Thursday, June 2, 2011

Going to a New Place


Lately, I have been writing about coming to Portland and to be honest feeling pretty good about having the courage to do it. Then a relative reminded me that my mother traveled from Peking to the United States and prior to coming here she lived for five years, from age 15 to 20 years on her own in China until she got the papers to join her older sister who had married a U.S. Navy officer and had moved from Peking to the United States. Afterwards, when her husband had to serve on a ship during World War II, she traveled from San Diego to Grants Pass, Oregon on a bus looking for a home for them. When she settled in that city she knew no one. She had gotten sick while traveling on the bus and stayed in a motel until she got better. Then looking at Grants Pass, she decided the city was exactly the place she was looking for. My uncle took her at her word and came back from service and lived there for the rest of his life. He was from Austria and had joined the U.S. Navy when he was 14 years and worked his way to officer, a tremendous achievement. My own father was from Waldron, Arkansas and had joined the U.S. Army during the Depression and served at Fort Rosecrans, California and settled in San Diego where he met my mother.

According to the science of genetics, all of us modern human beings started from a band of Africans in East Africa thousands of years ago. Then slowly scientists following our DNA traced the paths as we traveled different until we settled in all parts of the world. Going from Redding, California to Portland, Oregon is not such a long trip as human beings are concerned and even as my family is concerned. Even as this country acquired land as it did when President Thomas Jefferson added the Louisiana Purchase, people decided to start anew and head out west following in the footsteps of Lewis and Clark or the foot steps of ancestors who were there already.

In some countries, it is against the law to move and take residence in a new place or tradition is so strong it is hard to move away from your family and people. However in many places, moving to better oneself is something we humans do. Rural populations often move into urban areas for employment and for educational benefits for our children. It is the way we human beings are. I was not striking out and doing something new. I was following a age old practice.

It still felt scary although I was not going someplace that is not settled. Living in Korea was hard as I was always faced with the possibility that I could not be understood by the populace. I did not speak Korean and few Koreans speak English. Many are trying but English is not an easy language to learn. I went to the main bus stops because I was not assured I would get on the right bus if I went to the smaller ones. I never rode the subway because I could not figure out the system. I never rode the trains alone as I could not figure out when to get off the train. Buses were easy as they went from one place to another.

There are always people who want to make you feel as if you are an outsider. They exist in every culture, society, city. I grew up with them. I was the first in my family to go to college and I felt ever slight, real or otherwise, as deep cuts. I was a first generation American and it was a time of McCarthyism. The hearings were on television and my family were given a bad time. Coming to a new city and community is as they say, a piece of cake. I have been welcomed in Portland and I have met many who have come from other areas especially from California.

To be honest, I am tired of traveling right now. I would like to stay put for a while. I love the idea that I can go anywhere and everyone is going to speak a language that I can understand. I still carry my passport though. It seems there are new laws everywhere that create the necessity of proving one's an American. In order to get my Oregon driver's license, I just can't have a valid California license. I have to have proof that I am an American and in order to vote I have to have proof of the same. I carry around my renter's agreement so I can prove that I now live in Oregon. It's not Oregon only who is doing this. These laws are the latest bunch of laws from state governments. I shudder to think what I would have done if I did not already have a current passport.

When my aunt first came to this country from China, she had a bunch of papers she would keep with her all of the time. It was 1928 and in this country, she did not have to have so many. She came into San Francisco and had to surrender those papers for just one. She said it was one of the hardest things she ever did. Now, when I run around Portland, I carry a bunch of papers too although probably not as many as my aunt did when she came but certainly more than she exchanged her papers for. Well, as the old adage says: Thing change.

I was reminded that my move here was nothing new. Human beings have been doing it for centuries. In Ancient China, some archeologists found evidence of some Celtic People even with evidence of their tartans. I am not Irish, but I can understand the need for people to want to go someplace to get away from some place else and start anew. Their genes were absorbed by the people there and there is no present day evidence of their lives except their graves. I did it and others will be doing it when I am long gone from this earth.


● **YOUR OBJECTIVE**
Restate word for word the line with "frame 'human face' in a box." and all lines after it; please stop only at the end of the listing below.

● **RECORDS FOR THIS TASK**
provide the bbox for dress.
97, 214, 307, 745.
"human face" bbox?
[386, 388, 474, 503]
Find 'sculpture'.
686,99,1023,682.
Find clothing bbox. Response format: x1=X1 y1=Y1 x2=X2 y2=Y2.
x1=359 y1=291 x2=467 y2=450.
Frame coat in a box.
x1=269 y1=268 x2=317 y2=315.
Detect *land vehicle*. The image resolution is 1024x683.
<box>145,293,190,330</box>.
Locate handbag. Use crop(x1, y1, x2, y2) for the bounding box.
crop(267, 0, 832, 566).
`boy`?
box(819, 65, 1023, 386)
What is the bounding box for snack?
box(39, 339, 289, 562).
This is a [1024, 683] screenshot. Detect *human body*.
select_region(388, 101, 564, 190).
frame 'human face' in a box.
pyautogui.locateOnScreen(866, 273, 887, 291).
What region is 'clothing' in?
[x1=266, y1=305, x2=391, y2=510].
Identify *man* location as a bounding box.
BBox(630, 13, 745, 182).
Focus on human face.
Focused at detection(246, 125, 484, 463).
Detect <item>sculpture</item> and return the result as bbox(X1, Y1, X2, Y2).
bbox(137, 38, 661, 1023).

● **EXERCISE OUTPUT**
frame 'human face' in a box.
pyautogui.locateOnScreen(866, 273, 887, 291).
What region is 'clothing' in?
[x1=266, y1=305, x2=391, y2=510].
Identify *man* location as a bounding box.
BBox(630, 13, 745, 182).
Focus on human face.
Focused at detection(246, 125, 484, 463).
Detect <item>sculpture</item> and return the result as bbox(X1, Y1, X2, Y2).
bbox(137, 38, 661, 1023).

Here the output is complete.